5. 6. 7. 8.

In the Studio with Mickalene Thomas
Mar 27, 2013 5:51PM

5. Set

“This section is usually built out with my furniture and [props]—an interior installation; but none of that stuff is here because of my Brooklyn Museum show [at the ICA Boston through April 7th] and my Lehmann Maupin show. When I introduced photography to my practice I had to think of using photography as I would approach a painting. And so that’s why I think the sets evolved—because I would need a backdrop for the models, like ‘Oh, stand here behind this curtain’ and that’s how it started. But then I thought, ‘Oh that section’s a little bare, you need a plant’ and then ‘Oh, now, it’s sort of uneven, you need to sit on a chair,’ etc. So then it evolved into these spaces. I look at old photographs, either from my childhood or my family’s home, and I source other images from the ’70s, particularly from The Practical Encyclopedia of Good Decorating and Home Improvement. I look through that a lot to figure out how to arrange the room.”

“I get my wallpapers from The Second Hand Rose, which is a fantastic wallpaper store in Manhattan—wallpaper from floor to ceiling, from all different eras and periods. I found [the store] many years ago just doing a Google search. Before I used to paint the wall and then stencil it, but that got a little arduous.”

6. Textiles

“I get a lot of my fabrics from the Fashion District [in New York], or I find a lot of my fabrics at different Goodwills, Salvation Armies, [and other] second hand stores—I look for old house dresses, sheets, curtains, shirts, skirts, pants.”

“I think textiles have this quality—if you think of the African textiles and how they come from particular fractal forms of their own history—of formations of how Africans defined themselves, their tribes and where they’re from and how they navigated through their land. But these textiles have shifted, because even though they are very much rooted in African culture and history, they’re Dutch made, you know? And so this forms how we are perceiving different things, of where culture really comes from, and who sort of adapts to that and who takes it on and how they claim or reclaim it in their own way. Whose textile is it, anyway? It is the Africans or is it the Dutch? I think those things become amalgamated and that, on some level, we’re all truly connected.”

7. Canvas Storage

Wood “canvases” ready to be primed, and paintings ready to be shipped.

8. Changing Room

“Because I have a lot of different models coming in, I wanted it to feel like this is where they’re getting ready for their big show. I found a great door guy in Brooklyn. I knew I wanted something that fit my personality and so he made this makeshift sliding door. And then I had the sign made that says ‘No Boys Allowed.’ I need to hang it up.”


[Work required]
Please transcribe the data exactly as shown, skipping the images.

Saved entries:
————————

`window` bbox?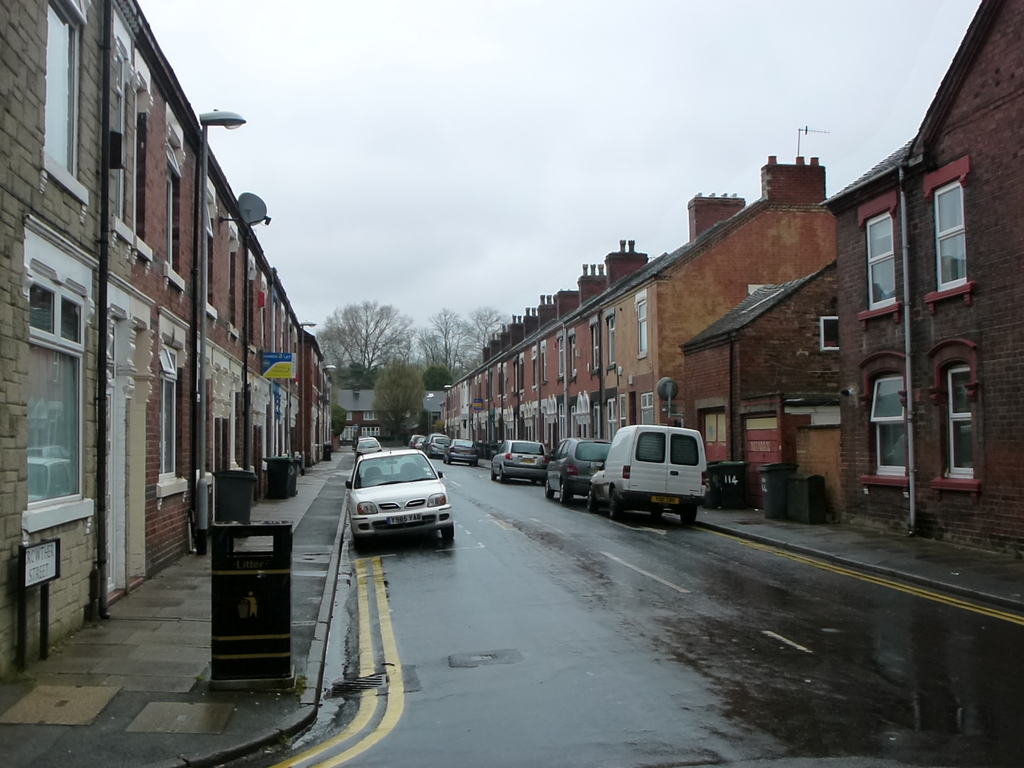
BBox(39, 5, 93, 205)
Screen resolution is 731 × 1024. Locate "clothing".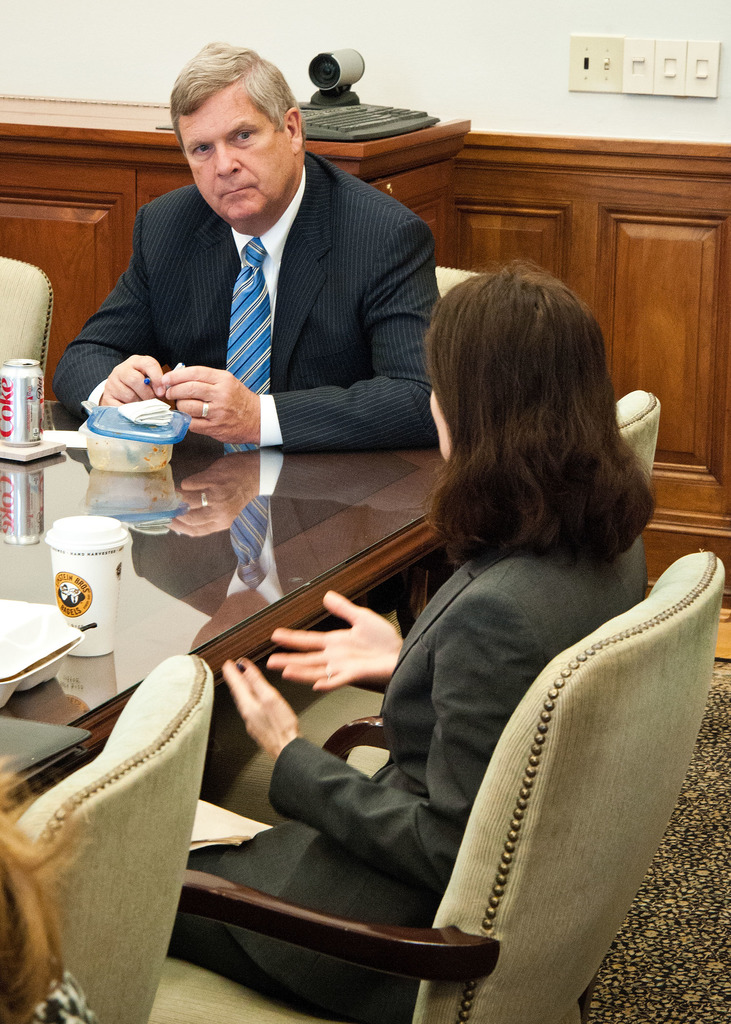
bbox(164, 459, 657, 1023).
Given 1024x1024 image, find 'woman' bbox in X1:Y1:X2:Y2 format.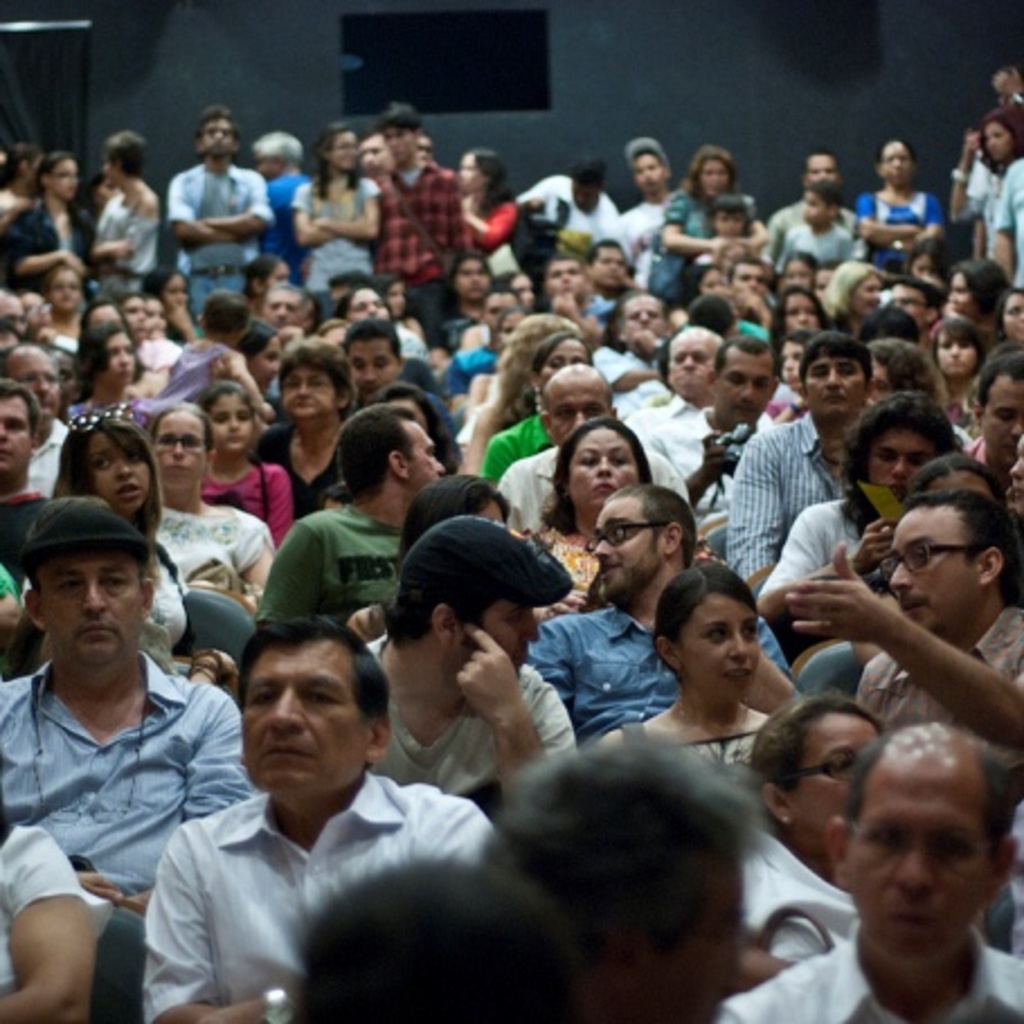
70:320:155:421.
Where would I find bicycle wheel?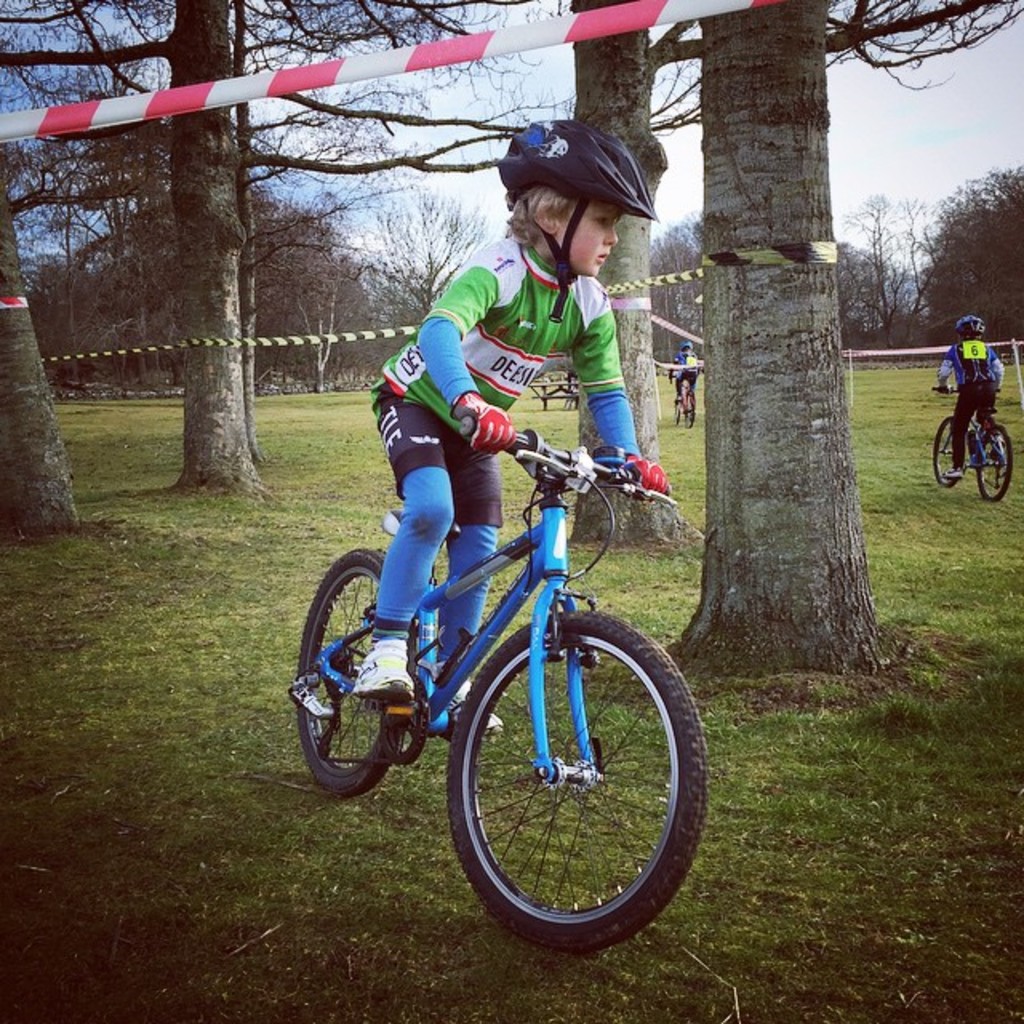
At detection(293, 541, 408, 797).
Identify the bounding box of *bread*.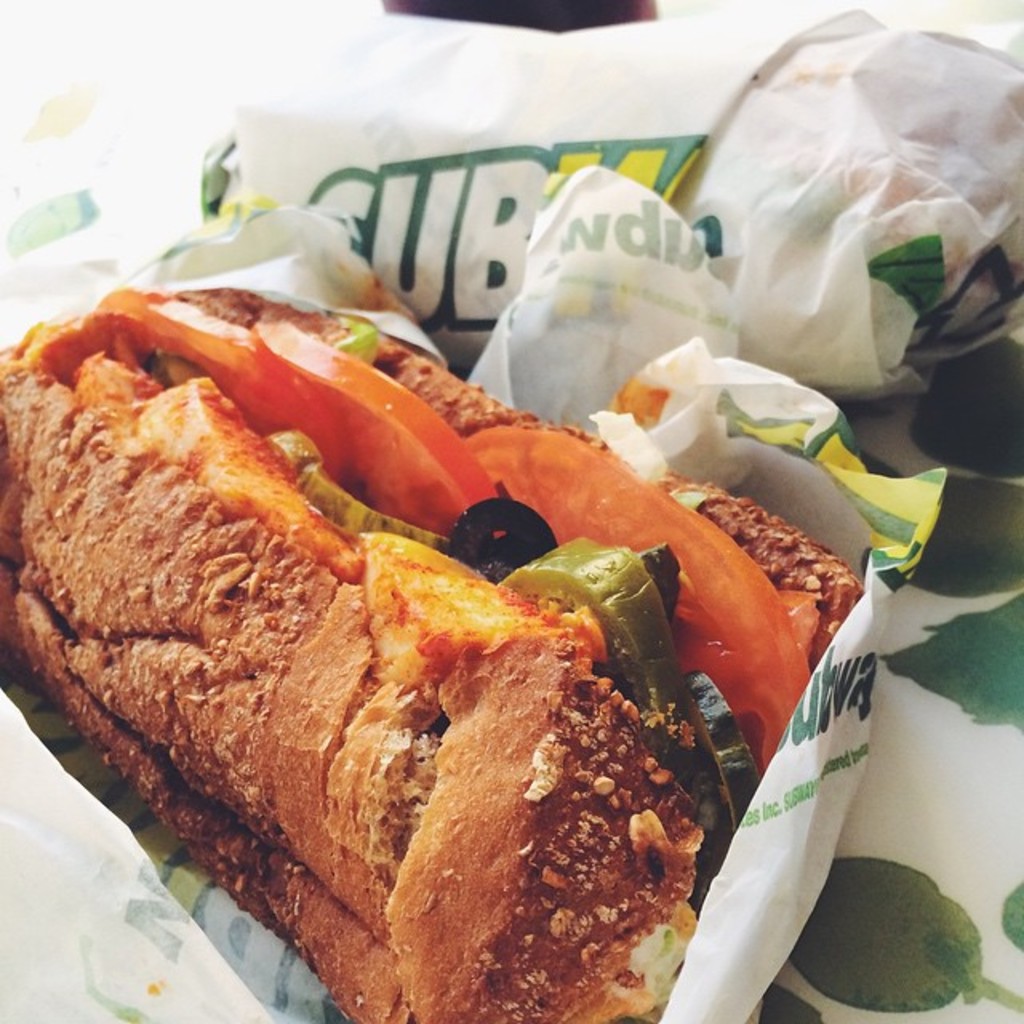
bbox=[0, 285, 869, 1016].
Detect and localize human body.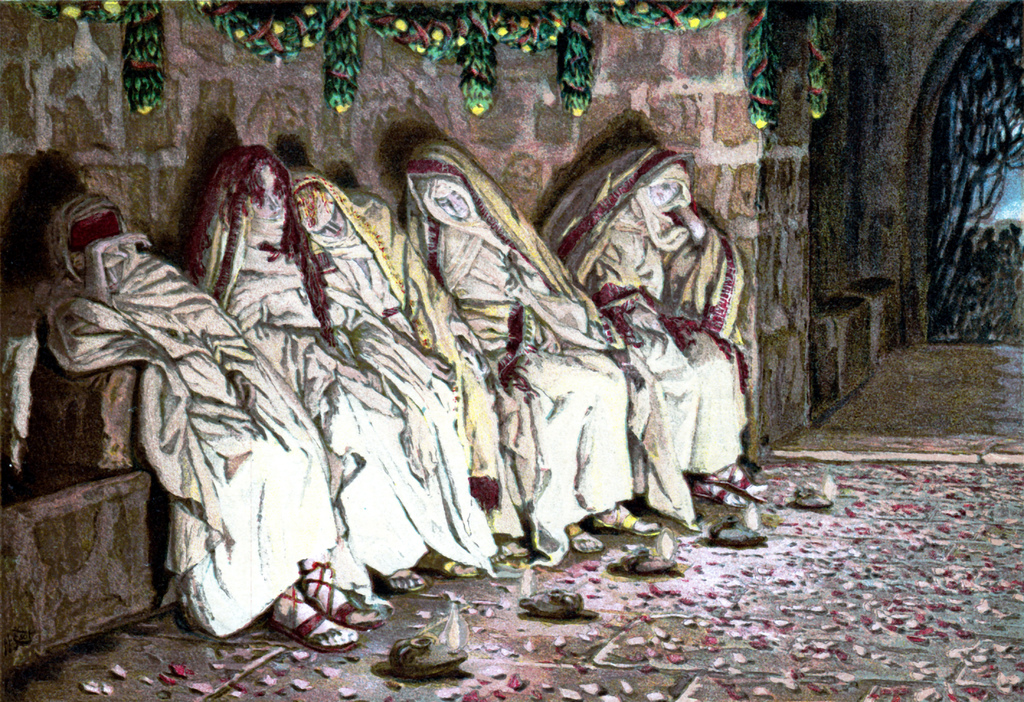
Localized at <box>180,149,479,591</box>.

————————

[Answer to the exercise]
`window` bbox?
BBox(39, 5, 93, 205)
Screen resolution is 731 × 1024. Locate "clothing".
bbox(164, 459, 657, 1023).
Given 1024x1024 image, find 'woman' bbox in X1:Y1:X2:Y2 format.
70:320:155:421.
Where would I find bicycle wheel?
At detection(293, 541, 408, 797).
Identify the bounding box of *bread*.
bbox=[0, 285, 869, 1016].
Detect and localize human body.
Localized at <box>180,149,479,591</box>.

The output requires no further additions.